Deconstructing the Crouch Signing, Limb By Gangly Limb

There is a scene in 80s thriller Black Rain in which the character played by the cracking Andy Garcia gets himself into a rather bad-tempered war of words and finger-wagging with some rather devious Japanese gangsters. In fact, the situation escalates a tad worryingly for Garcia, who soon finds himself defenceless, and faced by one of the said gangsters who is now tootling around on a motor-bike whilst wielding a great big samurai sword. As the gangster approaches him, sword a-flailing, Garcias angry expression turns to one of peculiarly calm resignation. Not panic, nor terror; more a philosophical acceptance of his fate. The deed is duly done, and Garcia

s head and body part ways, but that expression he wore has rather stuck with me.It

 

s the expression I now wear on learning that we have now signed Peter Crouch, for an undisclosed fee of presumably around £10 mil, give or take. Buying Peter Crouch leaves me feeling a little bit like Im about to have my head chopped off by a gangster on a bike with a sword it aint great, but there

s nothing I can do about it. (Sign Patrick Viera and I reckon I’ll have the expression of John Hurt when the alien nipper came a-popping out of his chest – but that’s an argument for another day…)Peter Crouch is a decent player. Good touch, pretty quick feet. While he has a curiously prolific scoring record for his country, he is not really a goalscorer – nor is he being bought for that purpose. Bent scores more goals, Pav is probably a more skilful player, but Crouch is being bought to bring the best out of Defoe. He will probably do so a fair degree of success, judging by their time together at Pompey, and indeed Defoe has been notably fulsome in his praise of the freakish one.

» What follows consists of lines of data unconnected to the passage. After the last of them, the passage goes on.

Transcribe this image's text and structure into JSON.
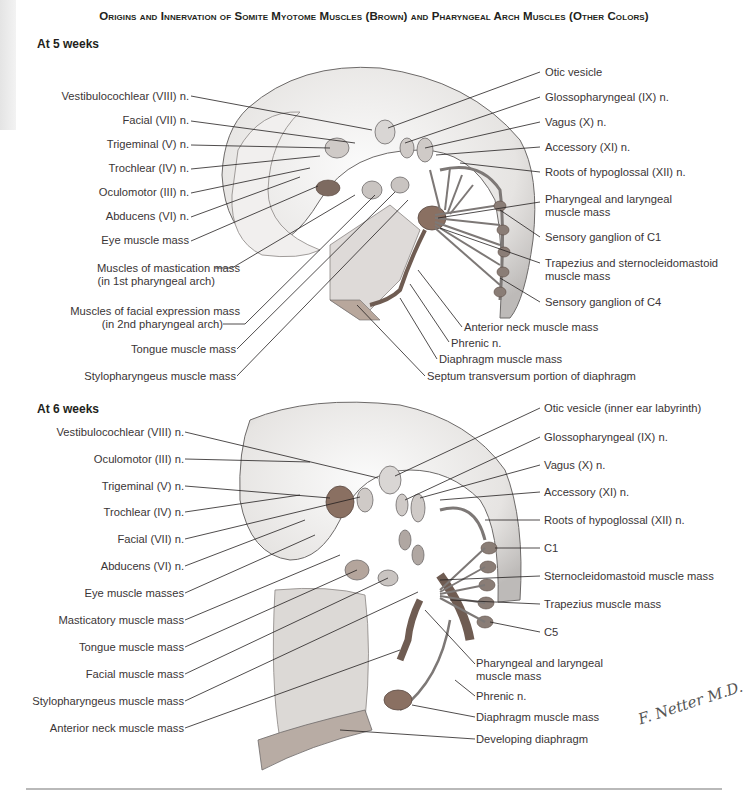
{
  "title": "Origins and Innervation of Somite Myotome Muscles (Brown) and Pharyngeal Arch Muscles (Other Colors)",
  "colors": {
    "somite_muscle": "#7a5a48",
    "embryo_body": "#e9e6e3",
    "nerve": "#8a8583",
    "text": "#231f20"
  },
  "panels": [
    {
      "heading": "At 5 weeks",
      "left_labels": [
        "Vestibulocochlear (VIII) n.",
        "Facial (VII) n.",
        "Trigeminal (V) n.",
        "Trochlear (IV) n.",
        "Oculomotor (III) n.",
        "Abducens (VI) n.",
        "Eye muscle mass",
        "Muscles of mastication mass",
        "(in 1st pharyngeal arch)",
        "Muscles of facial expression mass",
        "(in 2nd pharyngeal arch)",
        "Tongue muscle mass",
        "Stylopharyngeus muscle mass"
      ],
      "right_labels": [
        "Otic vesicle",
        "Glossopharyngeal (IX) n.",
        "Vagus (X) n.",
        "Accessory (XI) n.",
        "Roots of hypoglossal (XII) n.",
        "Pharyngeal and laryngeal",
        "muscle mass",
        "Sensory ganglion of C1",
        "Trapezius and sternocleidomastoid",
        "muscle mass",
        "Sensory ganglion of C4"
      ],
      "bottom_labels": [
        "Anterior neck muscle mass",
        "Phrenic n.",
        "Diaphragm muscle mass",
        "Septum transversum portion of diaphragm"
      ]
    },
    {
      "heading": "At 6 weeks",
      "left_labels": [
        "Vestibulocochlear (VIII) n.",
        "Oculomotor (III) n.",
        "Trigeminal (V) n.",
        "Trochlear (IV) n.",
        "Facial (VII) n.",
        "Abducens (VI) n.",
        "Eye muscle masses",
        "Masticatory muscle mass",
        "Tongue muscle mass",
        "Facial muscle mass",
        "Stylopharyngeus muscle mass",
        "Anterior neck muscle mass"
      ],
      "right_labels": [
        "Otic vesicle (inner ear labyrinth)",
        "Glossopharyngeal (IX) n.",
        "Vagus (X) n.",
        "Accessory (XI) n.",
        "Roots of hypoglossal (XII) n.",
        "C1",
        "Sternocleidomastoid muscle mass",
        "Trapezius muscle mass",
        "C5",
        "Pharyngeal and laryngeal",
        "muscle mass",
        "Phrenic n.",
        "Diaphragm muscle mass",
        "Developing diaphragm"
      ]
    }
  ],
  "signature": "F. Netter M.D."
}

It is also worth noting that he is presumably a striker against whom opposition defenders would not particularly relish playing, due to his sheer gangliness

 

and doing what the opposition don

t want you to do is generally regarded as a good thing. (I am reminded of the fantastic England-Argentina friendly in late-2005, a cracking contest of opposing styles, with South American technique and English bustle slugging it out toe-to-toe. With England trailing 2-1 Crouch was slung on for the last few minutes, and managed to make a sufficient nuisance of himself at crosses for Michael Owen to steal in with a couple of late goals.)Yep, Peter Crouch is a decent player – but then this is precisely the reason I wear my look of philosophical resignation. He’s a decent player, and not much more than that. Not in the Palacios/Modric class, that will push us forward a step or two. He is Premiership standard. The top four in the country did not express any interest in him – instead we fought off Sunderland and Fulham for his signature. Morevoer, as I noted last week, he’s not as good in the air as he ought to be (didn’t work his back muscles enough as a teen, apparently), and he can encourage teams to resort a little too willingly to a long-ball game.

Still, we have him now. These, on the faceless forums of the interweb, are the times to grumble, moan and generally peer at the other side of the fence where the grass is always greener. Once Crouch’s comical frame goes lolloping across the hallowed turf at the Lane, on 16th August, we’ll give him a raucous cheer and hope that ‘Arry has got it right. He has, by and large, got it right so far.